Illyra staggered, catching herself against the plotting table. Horst barely kept his feet, every scar on his body burning as if remembering a hundred past wounds.

When the glare faded, the hololith showed only ruin.

A vast tempest, swirling with sickly Warp light, engulfed the sector: systems cut off, trade routes drowned, astropathic beacons gone dark.

The Gothic Sector stood alone, a fortress now sealed inside a hurricane of raw immaterium.

---

Horst's mouth tasted of old copper and bile. He steadied himself, breath ragged, hand braced on the brasswork.

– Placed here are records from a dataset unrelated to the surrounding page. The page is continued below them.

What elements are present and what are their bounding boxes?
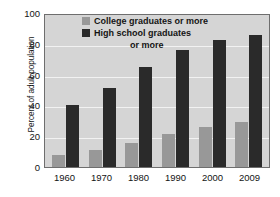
legend-label-college: College graduates or more	[94, 16, 208, 27]
x-tick-label: 1970	[83, 172, 120, 183]
bar-college-2000	[199, 127, 212, 167]
y-tick-label: 20	[12, 132, 40, 142]
y-tick-label: 80	[12, 40, 40, 50]
y-tick-label: 40	[12, 101, 40, 111]
bar-chart: Percent of adult population 100 80 60 40…	[0, 0, 280, 197]
bar-highschool-1980	[139, 67, 152, 167]
bar-highschool-2000	[213, 40, 226, 167]
x-tick-label: 2000	[194, 172, 231, 183]
bar-college-2009	[235, 122, 248, 167]
bar-highschool-1960	[66, 105, 79, 167]
y-tick-label: 60	[12, 71, 40, 81]
bar-college-1980	[125, 143, 138, 167]
bar-highschool-1970	[103, 88, 116, 167]
legend-label-highschool-continued: or more	[130, 40, 268, 51]
x-tick-label: 2009	[231, 172, 268, 183]
legend-entry-college: College graduates or more	[82, 16, 268, 27]
x-tick-label: 1960	[46, 172, 83, 183]
legend-label-highschool: High school graduates	[94, 28, 191, 39]
bar-college-1970	[89, 150, 102, 167]
bar-group	[47, 15, 84, 167]
bar-college-1960	[52, 155, 65, 167]
y-tick-label: 100	[12, 9, 40, 19]
x-tick-label: 1980	[120, 172, 157, 183]
x-axis-tick-labels: 1960 1970 1980 1990 2000 2009	[44, 172, 270, 183]
legend-entry-highschool: High school graduates	[82, 28, 268, 39]
y-axis-tick-labels: 100 80 60 40 20 0	[12, 0, 40, 197]
bar-highschool-1990	[176, 50, 189, 167]
bar-highschool-2009	[249, 35, 262, 167]
x-tick-label: 1990	[157, 172, 194, 183]
legend-swatch-highschool-icon	[82, 29, 90, 37]
y-tick-label: 0	[12, 163, 40, 173]
legend-swatch-college-icon	[82, 17, 90, 25]
bar-college-1990	[162, 134, 175, 167]
chart-legend: College graduates or more High school gr…	[82, 16, 268, 51]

Veritas's voice came low, almost reverent in its dread. "The Warp has turned against us, my lord. We've lost contact with Segmentum Command. No astropathic reply. No reinforcements coming."

Horst forced words past dry lips, the weight of them crushing.

"Get me a drink" He ordered. As he sat and started thinking as wine was placed near the Inquisitor, he nursed his wine as he started thinking.

For a few heartbeats, no one spoke.

On the bridge's upper gallery, a choir of robed adepts knelt before a cracked Aquila, chanting fractured litanies to soothe the terrified machine spirits.

Below, the cogitator banks pulsed an eerie red, as if bleeding.

Illyra looked at Horst eyes wide, face pale, sweat matting strands of hair to her brow.

"My lord," she whispered, voice cracking. "What now?"

Horst straightened, shoulders screaming with old pain, breath coming harsh.

"Now?" His voice was hoarse, cold iron under the exhaustion. "Now we prepare to meet them."

He turned back to the hololith, its runes swimming, the Gothic Sector ringed in storm fire.

Deep in his chest, beneath fear and weariness, a spark of grim purpose flared. He would not let the dark have them easily.

They would face the coming night standing. And if the stars themselves burned… they would burn with them.